*** AVAILABLE RECORDS ***

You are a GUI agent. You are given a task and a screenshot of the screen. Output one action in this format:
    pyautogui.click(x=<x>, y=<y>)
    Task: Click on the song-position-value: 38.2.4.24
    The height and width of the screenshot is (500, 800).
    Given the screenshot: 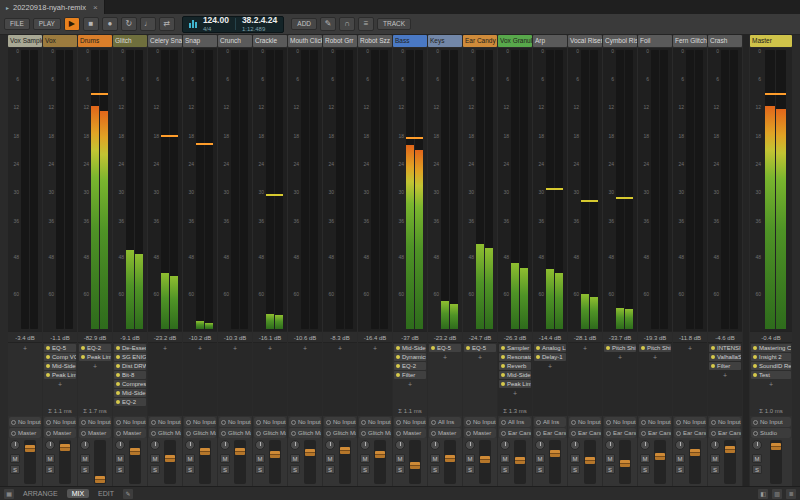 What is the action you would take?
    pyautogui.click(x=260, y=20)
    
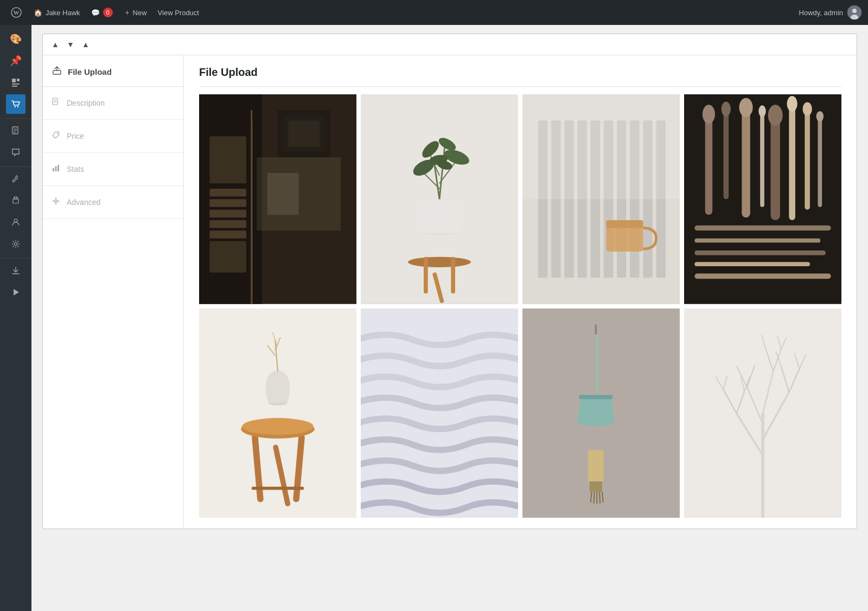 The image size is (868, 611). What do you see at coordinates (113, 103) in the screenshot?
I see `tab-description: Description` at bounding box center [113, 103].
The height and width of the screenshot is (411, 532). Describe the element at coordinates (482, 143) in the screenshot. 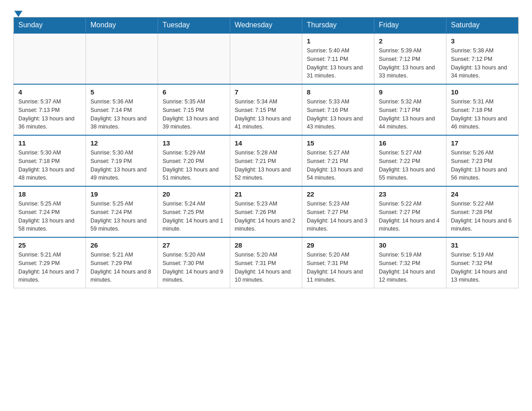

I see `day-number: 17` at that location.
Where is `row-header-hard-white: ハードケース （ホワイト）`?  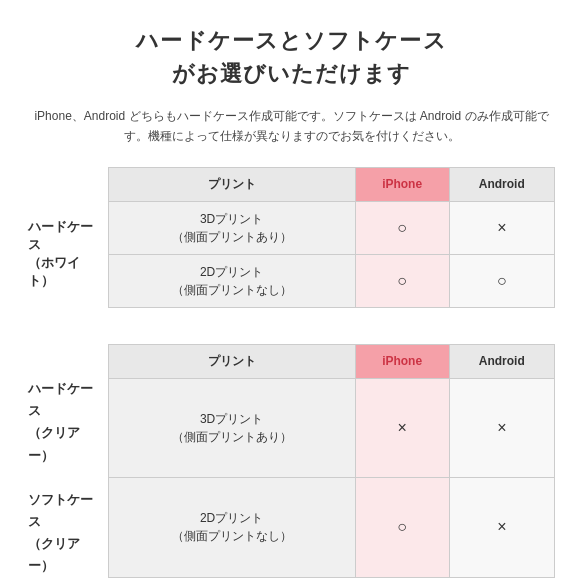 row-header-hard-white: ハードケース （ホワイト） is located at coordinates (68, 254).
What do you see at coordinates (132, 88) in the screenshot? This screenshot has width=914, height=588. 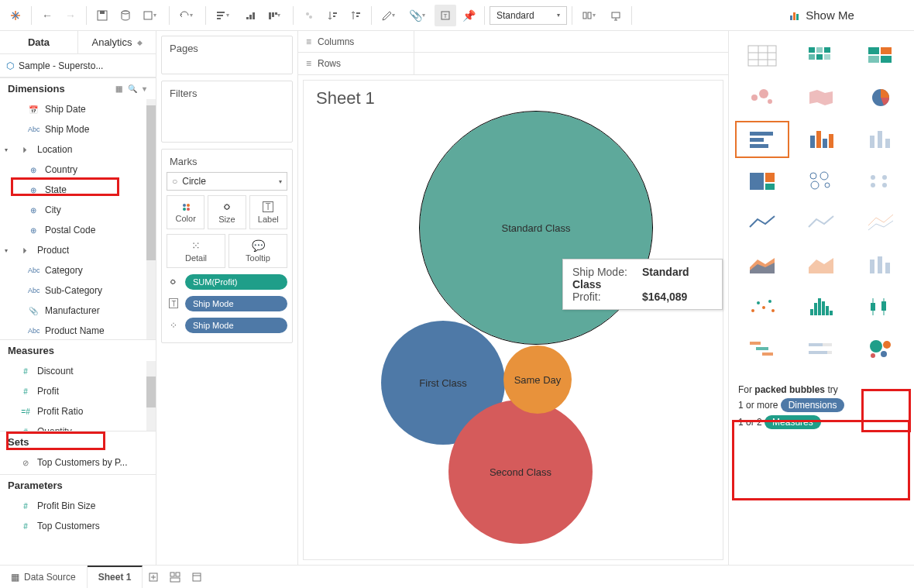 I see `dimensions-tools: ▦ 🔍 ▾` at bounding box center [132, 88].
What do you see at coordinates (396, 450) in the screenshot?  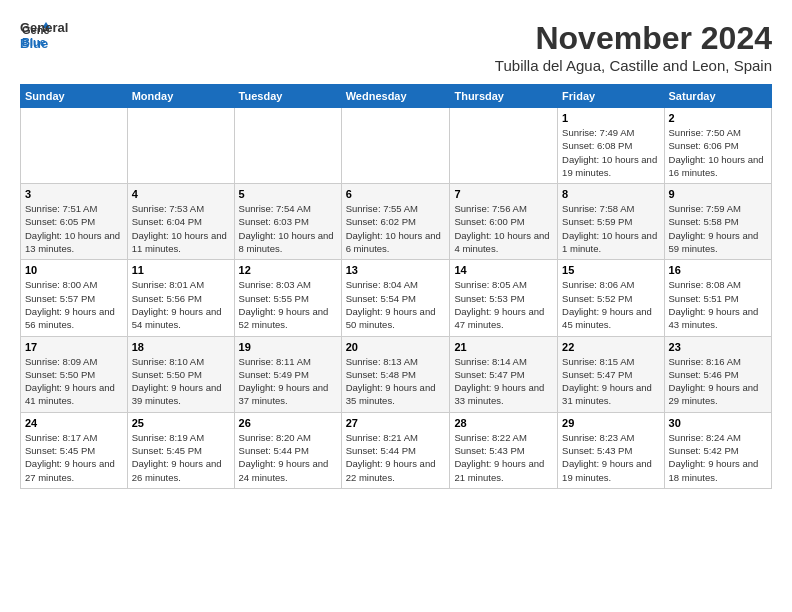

***

* [TASK PROMPT] Could you transcribe the entries exactly, from the first line through the line containing "The height and width of the screenshot is (500, 800).", and give nothing more?

* [YOUR SOLUTION]
You are a GUI agent. You are given a task and a screenshot of the screen. Output one action in this format:
    pyautogui.click(x=<x>, y=<y>)
    Task: Click on the song-position-value: 38.2.4.24
    The height and width of the screenshot is (500, 800).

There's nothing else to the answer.